As he writes in his autobiography: “Almost every day I was receiving complaints, personal and by letters, of the most harrowing description of the massacre at Jallianwala Bagh at Amritsar and the martial law administration…At the same time, I found that Lord Chelmsford [the Viceroy] approved of what was being done in Punjab. That, to me, was shocking.”
His resignation had serious repercussions for the British given that he wielded “more influence than any other Indian”, according to Edwin Montagu. Recognising the seriousness of his resignation and the bad press they were getting from it, the British got rid of provisions allowing for press censorship and ended martial law in Punjab.
Following the massacre, the British established a Royal Commission under Lord Hunter, which included English and Indian officials to investigate the horrific crimes committed on that day,
As KPS Menon writes, “That hour was, I think, the most glorious and golden hour of Sankaran Nair’s life. His star was never brighter.” Upon his return to Madras following the resignation, he was given a hero’s reception for taking such a public stand. “There were feasts and entertainment wherever the train stopped, and crackers were fired under the wheels of the railway, so much so that there was one continuous firing for hours,” he adds.
His Day in Court
One of the things he did after resigning from the Council was visit London and tell the British public about many of the ‘Un-British’ acts that were committed by their fellow high-ranking citizens in Punjab. Such was the impact he made that even future British Prime Minister Winston Churchill agreed that the Jallianwala Bagh massacre “is an extraordinary event, a monstrous event, an event which stands in singular and sinister isolation”.
However, his day in court arrived in unusual circumstances.
Besides criticising MK Gandhi’s approach to protest based on the premises of non-cooperation protest in his book ‘Gandhi and Anarchy’, he also hurled some serious allegations against O’Dwyer.
In court, O’Dwyer had Earnest B Charles, who employed an interesting defence.

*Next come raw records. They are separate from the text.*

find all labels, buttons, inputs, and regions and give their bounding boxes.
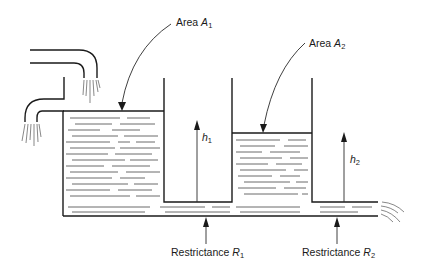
arrow-up-icon: [194, 120, 200, 130]
pipe-water: [68, 207, 372, 212]
outlet: [381, 202, 404, 222]
r2-annotation: Restrictance R2: [302, 217, 375, 260]
svg-text:Restrictance R2: Restrictance R2: [302, 246, 375, 260]
arrowhead-icon: [118, 102, 126, 111]
tank-1-water: [66, 118, 160, 196]
area-a1-annotation: Area A1: [118, 16, 212, 111]
svg-text:Area A1: Area A1: [176, 16, 212, 30]
svg-text:Area A2: Area A2: [309, 37, 345, 51]
arrow-up-icon: [341, 132, 347, 142]
arrow-up-icon: [203, 217, 209, 227]
svg-text:h1: h1: [202, 131, 212, 145]
tank-2-water: [236, 140, 308, 194]
arrowhead-icon: [260, 124, 267, 133]
svg-text:h2: h2: [350, 153, 360, 167]
inlet-spray-upper-icon: [83, 80, 100, 103]
r1-annotation: Restrictance R1: [171, 217, 244, 260]
h2-dimension: h2: [341, 132, 360, 202]
h1-dimension: h1: [194, 120, 212, 202]
arrow-up-icon: [334, 217, 340, 227]
inlet-pipe-upper: [30, 50, 100, 103]
two-tank-diagram: Area A1 Area A2 h1 h2 Restrictance R1: [0, 0, 421, 274]
area-a2-annotation: Area A2: [260, 37, 345, 133]
svg-text:Restrictance R1: Restrictance R1: [171, 246, 244, 260]
inlet-pipe-lower: [22, 77, 64, 146]
inlet-spray-lower-icon: [22, 124, 41, 146]
tank-1: [63, 78, 232, 216]
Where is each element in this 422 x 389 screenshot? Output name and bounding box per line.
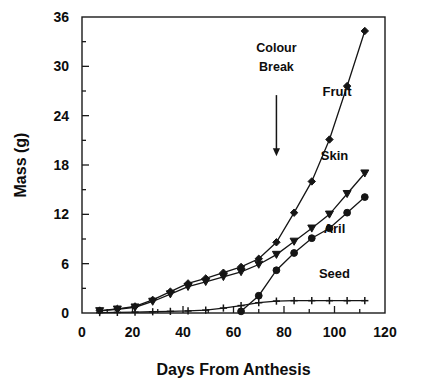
y-tick-label: 36: [53, 9, 69, 25]
series-label-fruit: Fruit: [323, 84, 353, 99]
y-axis-title: Mass (g): [12, 133, 29, 198]
marker-fruit: [308, 178, 315, 185]
marker-skin: [166, 291, 174, 298]
x-tick-label: 20: [125, 324, 141, 340]
marker-fruit: [290, 209, 297, 216]
y-tick-label: 18: [53, 157, 69, 173]
annotation-text: Colour: [256, 41, 296, 55]
series-line-seed: [100, 301, 365, 313]
chart-canvas: 061218243036020406080100120Days From Ant…: [0, 0, 422, 389]
x-tick-label: 40: [175, 324, 191, 340]
marker-skin: [184, 283, 192, 290]
series-label-aril: Aril: [324, 221, 346, 236]
marker-aril: [255, 292, 262, 299]
y-tick-label: 6: [61, 256, 69, 272]
marker-skin: [272, 251, 280, 258]
annotation-text: Break: [259, 60, 294, 74]
y-tick-label: 12: [53, 206, 69, 222]
series-label-skin: Skin: [321, 148, 349, 163]
marker-aril: [344, 209, 351, 216]
series-line-skin: [100, 173, 365, 311]
y-tick-label: 0: [61, 305, 69, 321]
y-tick-label: 24: [53, 108, 69, 124]
marker-fruit: [326, 136, 333, 143]
marker-aril: [273, 267, 280, 274]
y-tick-label: 30: [53, 58, 69, 74]
marker-skin: [255, 261, 263, 268]
marker-aril: [308, 235, 315, 242]
annotation-arrow-head: [273, 148, 280, 156]
x-tick-label: 0: [78, 324, 86, 340]
x-tick-label: 60: [226, 324, 242, 340]
series-label-seed: Seed: [319, 266, 350, 281]
x-tick-label: 120: [373, 324, 397, 340]
marker-aril: [361, 194, 368, 201]
x-axis-title: Days From Anthesis: [156, 361, 310, 378]
marker-fruit: [361, 27, 368, 34]
marker-aril: [291, 250, 298, 257]
chart-figure: 061218243036020406080100120Days From Ant…: [0, 0, 422, 389]
x-tick-label: 100: [323, 324, 347, 340]
x-tick-label: 80: [276, 324, 292, 340]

As Raghu and Pushpa Palat write in their book, “Charles’ words were clearly meant to kindle the sympathy of the English jury for their own people. He exaggerated the perils the English bore to protect the Empire. Indians, of course, were portrayed as rebels, extremists and seditionists”. Sankaran Nair was defended by Sir Walter Schwabe, former Chief Justice of Madras High Court. The case naturally caught the eye of the British press, which reported on the severe pain and damage caused by O’Dwyer and his subordinate, General Dyer.
Unfortunately for Sankaran Nair and Sir Walter, the judge and jury showed no modicum of fairness and objectivity. Eventually, the jury decided against Nair except for one dissenting juror, Harold Laski, a notable an English political theorist and economist. Since this was not a unanimous verdict, he had another shot at a trial.

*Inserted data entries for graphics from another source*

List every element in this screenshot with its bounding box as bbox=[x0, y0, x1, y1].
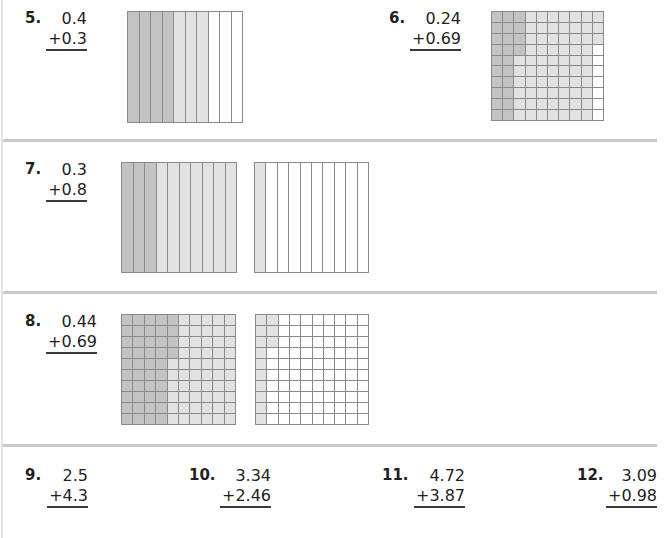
model-cell bbox=[145, 392, 155, 402]
model-cell bbox=[267, 326, 277, 336]
model-cell bbox=[156, 326, 166, 336]
model-cell bbox=[358, 370, 368, 380]
model-cell bbox=[133, 337, 143, 347]
problem-number: 6. bbox=[389, 9, 405, 27]
model-cell bbox=[324, 359, 334, 369]
model-cell bbox=[213, 414, 223, 424]
model-cell bbox=[526, 56, 536, 66]
model-cell bbox=[256, 337, 266, 347]
model-cell bbox=[503, 66, 513, 76]
model-cell bbox=[267, 359, 277, 369]
addend-top: 3.34 bbox=[220, 466, 271, 486]
model-cell bbox=[559, 99, 569, 109]
model-cell bbox=[122, 403, 132, 413]
model-cell bbox=[168, 326, 178, 336]
model-cell bbox=[209, 12, 220, 122]
model-cell bbox=[537, 77, 547, 87]
model-cell bbox=[156, 348, 166, 358]
model-cell bbox=[548, 77, 558, 87]
model-cell bbox=[168, 163, 179, 272]
model-cell bbox=[190, 403, 200, 413]
model-cell bbox=[570, 77, 580, 87]
model-cell bbox=[190, 359, 200, 369]
model-cell bbox=[301, 315, 311, 325]
model-cell bbox=[537, 12, 547, 22]
model-cell bbox=[503, 77, 513, 87]
model-cell bbox=[526, 66, 536, 76]
model-cell bbox=[266, 163, 276, 272]
model-cell bbox=[202, 392, 212, 402]
model-cell bbox=[537, 34, 547, 44]
model-cell bbox=[290, 359, 300, 369]
model-cell bbox=[582, 66, 592, 76]
model-cell bbox=[290, 392, 300, 402]
model-cell bbox=[289, 163, 299, 272]
model-cell bbox=[179, 337, 189, 347]
model-cell bbox=[570, 88, 580, 98]
model-cell bbox=[548, 23, 558, 33]
model-cell bbox=[313, 381, 323, 391]
model-cell bbox=[492, 45, 502, 55]
hundredths-model bbox=[491, 11, 604, 121]
model-cell bbox=[526, 34, 536, 44]
model-cell bbox=[503, 12, 513, 22]
model-cell bbox=[313, 392, 323, 402]
addend-top: 0.44 bbox=[46, 312, 97, 332]
model-cell bbox=[570, 66, 580, 76]
model-cell bbox=[202, 381, 212, 391]
model-cell bbox=[313, 348, 323, 358]
problem-number: 9. bbox=[25, 466, 41, 484]
model-cell bbox=[145, 326, 155, 336]
model-cell bbox=[503, 23, 513, 33]
model-cell bbox=[526, 12, 536, 22]
model-cell bbox=[313, 337, 323, 347]
model-cell bbox=[190, 370, 200, 380]
model-cell bbox=[203, 163, 214, 272]
problem-number: 8. bbox=[25, 312, 41, 330]
model-cell bbox=[548, 56, 558, 66]
model-cell bbox=[220, 12, 231, 122]
model-cell bbox=[324, 337, 334, 347]
model-cell bbox=[168, 403, 178, 413]
model-cell bbox=[133, 403, 143, 413]
model-cell bbox=[570, 12, 580, 22]
model-cell bbox=[514, 77, 524, 87]
model-cell bbox=[179, 348, 189, 358]
model-cell bbox=[335, 326, 345, 336]
addend-bottom: +0.3 bbox=[46, 29, 87, 51]
model-cell bbox=[548, 99, 558, 109]
addition-stack: 3.34 +2.46 bbox=[220, 466, 271, 508]
model-cell bbox=[133, 370, 143, 380]
model-cell bbox=[358, 359, 368, 369]
model-cell bbox=[548, 110, 558, 120]
model-cell bbox=[492, 110, 502, 120]
model-cell bbox=[279, 370, 289, 380]
model-cell bbox=[290, 370, 300, 380]
section-divider bbox=[3, 291, 657, 294]
model-cell bbox=[358, 315, 368, 325]
model-cell bbox=[324, 403, 334, 413]
model-cell bbox=[179, 359, 189, 369]
model-cell bbox=[202, 403, 212, 413]
section-divider bbox=[3, 444, 657, 447]
model-cell bbox=[503, 99, 513, 109]
model-cell bbox=[168, 392, 178, 402]
addend-top: 0.24 bbox=[410, 9, 461, 29]
model-cell bbox=[122, 348, 132, 358]
model-cell bbox=[145, 370, 155, 380]
model-cell bbox=[213, 392, 223, 402]
model-cell bbox=[279, 348, 289, 358]
model-cell bbox=[548, 34, 558, 44]
model-cell bbox=[514, 56, 524, 66]
model-cell bbox=[593, 56, 603, 66]
model-cell bbox=[514, 99, 524, 109]
model-cell bbox=[190, 326, 200, 336]
model-cell bbox=[548, 88, 558, 98]
addition-stack: 4.72 +3.87 bbox=[414, 466, 465, 508]
addend-top: 2.5 bbox=[47, 466, 88, 486]
model-cell bbox=[593, 12, 603, 22]
model-cell bbox=[133, 381, 143, 391]
model-cell bbox=[358, 163, 368, 272]
model-cell bbox=[163, 12, 174, 122]
model-cell bbox=[213, 326, 223, 336]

But he refused saying that he wouldn’t trust “another twelve English shopkeepers” to present a verdict in his favour. He even rejected the chance of issuing an apology and, instead, went on to pay damages amounting to GBP 7,500 — a huge sum at the time. He was also unbothered about the impact this verdict would have on his reputation back in India: “If all the judges of the King’s Bench together were to hold me guilty, still my reputation would not suffer.”

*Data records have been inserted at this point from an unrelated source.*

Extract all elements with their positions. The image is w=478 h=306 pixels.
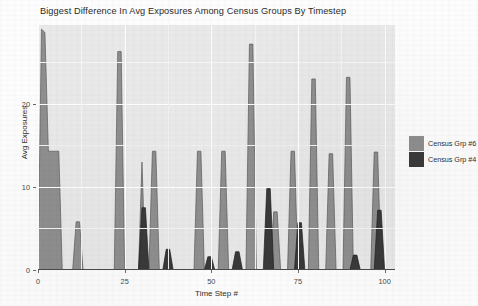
y-tick-label: 0: [8, 266, 30, 275]
chart-legend: Census Grp #6 Census Grp #4: [409, 135, 476, 167]
legend-item[interactable]: Census Grp #4: [409, 151, 476, 167]
gridline-vertical: [298, 25, 299, 270]
gridline-vertical: [385, 25, 386, 270]
gridline-vertical: [38, 25, 39, 270]
legend-label-census-grp-6: Census Grp #6: [428, 139, 476, 148]
x-tick-mark: [125, 270, 126, 273]
x-tick-label: 100: [373, 277, 397, 286]
chart-title: Biggest Difference In Avg Exposures Amon…: [40, 6, 346, 16]
gridline-vertical-minor: [81, 25, 82, 270]
x-tick-mark: [211, 270, 212, 273]
y-tick-mark: [33, 270, 36, 271]
x-tick-mark: [385, 270, 386, 273]
x-tick-label: 50: [199, 277, 223, 286]
x-axis-title: Time Step #: [38, 289, 395, 298]
legend-item[interactable]: Census Grp #6: [409, 135, 476, 151]
y-tick-label: 20: [8, 100, 30, 109]
x-axis-line: [38, 269, 395, 270]
legend-label-census-grp-4: Census Grp #4: [428, 155, 476, 164]
x-tick-mark: [38, 270, 39, 273]
gridline-vertical-minor: [341, 25, 342, 270]
y-tick-mark: [33, 187, 36, 188]
y-tick-label: 10: [8, 183, 30, 192]
y-tick-mark: [33, 104, 36, 105]
legend-swatch-census-grp-6: [409, 136, 424, 151]
chart-container: Biggest Difference In Avg Exposures Amon…: [0, 0, 478, 306]
gridline-vertical: [125, 25, 126, 270]
x-tick-label: 0: [26, 277, 50, 286]
legend-swatch-census-grp-4: [409, 152, 424, 167]
gridline-vertical-minor: [255, 25, 256, 270]
gridline-vertical: [211, 25, 212, 270]
gridline-vertical-minor: [168, 25, 169, 270]
x-tick-label: 25: [113, 277, 137, 286]
x-tick-label: 75: [286, 277, 310, 286]
plot-panel: [38, 25, 395, 270]
x-tick-mark: [298, 270, 299, 273]
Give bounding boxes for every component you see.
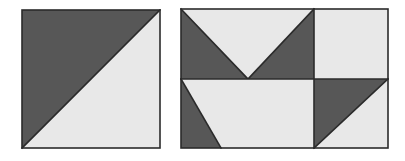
top-right-quadrant-light-square xyxy=(314,9,388,79)
right-block-top-left-quadrant xyxy=(181,9,314,79)
right-block-bottom-left-quadrant xyxy=(181,79,314,148)
right-block-top-right-quadrant xyxy=(314,9,388,79)
geometric-figure-canvas xyxy=(0,0,405,161)
left-block xyxy=(22,10,160,148)
right-block-bottom-right-quadrant xyxy=(314,79,388,148)
right-block xyxy=(181,9,388,148)
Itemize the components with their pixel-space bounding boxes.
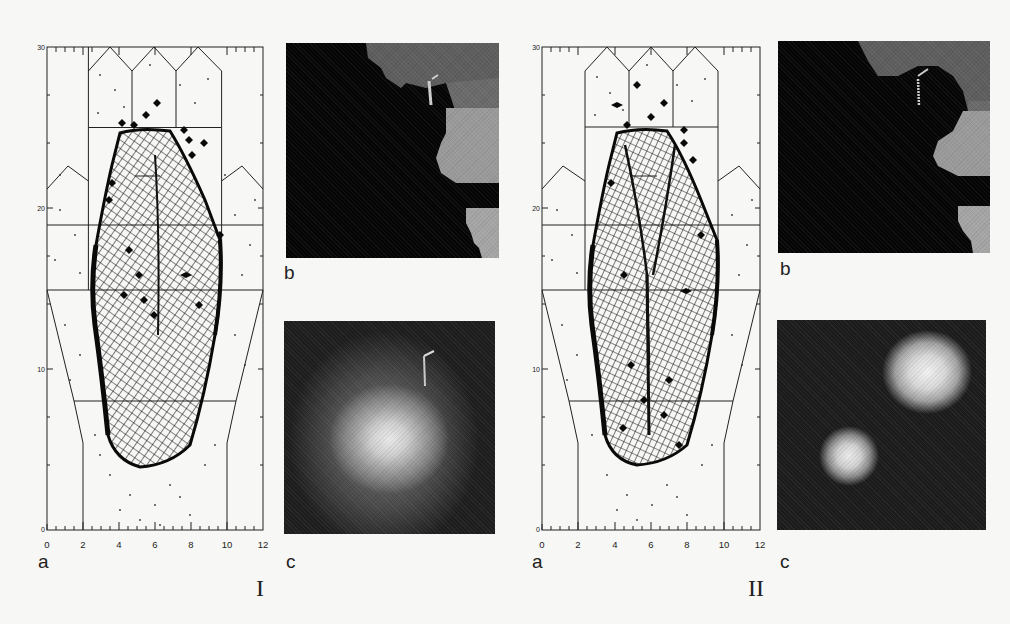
- panel-II-label-b: b: [780, 258, 791, 280]
- segmentation-map-II: [778, 41, 990, 253]
- y-tick-10: 10: [37, 366, 45, 373]
- mesh-plot-I: 0 2 4 6 8 10 12 0 10 20 30: [20, 35, 275, 560]
- mesh-plot-II: 0 2 4 6 8 10 12 0 10 20 30: [515, 35, 770, 560]
- x-tick-0: 0: [539, 539, 544, 550]
- panel-I-label-b: b: [284, 262, 295, 284]
- x-ticks-top: [56, 47, 254, 55]
- y-tick-20: 20: [532, 205, 540, 212]
- panel-II-plot-a: 0 2 4 6 8 10 12 0 10 20 30: [515, 35, 770, 560]
- x-tick-2: 2: [80, 539, 85, 550]
- x-tick-0: 0: [44, 539, 49, 550]
- panel-I-plot-a: 0 2 4 6 8 10 12 0 10 20 30: [20, 35, 275, 560]
- y-tick-30: 30: [532, 44, 540, 51]
- panel-I-roman-label: I: [256, 575, 264, 602]
- y-tick-0: 0: [536, 526, 540, 533]
- panel-II-label-a: a: [532, 551, 543, 573]
- panel-I-label-c: c: [286, 551, 296, 573]
- x-tick-4: 4: [116, 539, 121, 550]
- panel-II-label-c: c: [780, 551, 790, 573]
- x-tick-6: 6: [152, 539, 157, 550]
- probe-marker-icon: [284, 321, 495, 534]
- x-tick-8: 8: [684, 539, 689, 550]
- panel-II-intensity-image-c: [777, 320, 986, 530]
- x-tick-12: 12: [258, 539, 269, 550]
- x-tick-8: 8: [188, 539, 193, 550]
- x-tick-10: 10: [719, 539, 730, 550]
- panel-I-segmentation-image-b: [286, 43, 499, 258]
- x-tick-2: 2: [575, 539, 580, 550]
- x-tick-6: 6: [648, 539, 653, 550]
- x-tick-4: 4: [612, 539, 617, 550]
- segmentation-map-I: [286, 43, 499, 258]
- x-tick-10: 10: [222, 539, 233, 550]
- y-tick-10: 10: [532, 366, 540, 373]
- x-tick-12: 12: [755, 539, 766, 550]
- panel-II-roman-label: II: [748, 575, 764, 602]
- x-ticks-bottom: [47, 522, 254, 530]
- panel-I-label-a: a: [38, 551, 49, 573]
- mesh-surface: [590, 129, 718, 465]
- y-tick-30: 30: [37, 44, 45, 51]
- y-tick-20: 20: [37, 205, 45, 212]
- panel-I-intensity-image-c: [284, 321, 495, 534]
- y-tick-0: 0: [41, 526, 45, 533]
- panel-II-segmentation-image-b: [778, 41, 990, 253]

Even though he lost, the verdict strengthened the resolve of many Indians to fight for self-government since they understood the extent to which the British government would shield their own people from the monstrous atrocities they committed.
He passed away a decade later in 1934 at the age of 77, but not before leaving behind a real legacy of public service. His descendants (nine children and their children) would go on to serve India in various capacities such as Kunhiraman Palat Candeth, a senior officer of the Indian army, who played a key role in the liberation of Goa from the Portuguese in 1961.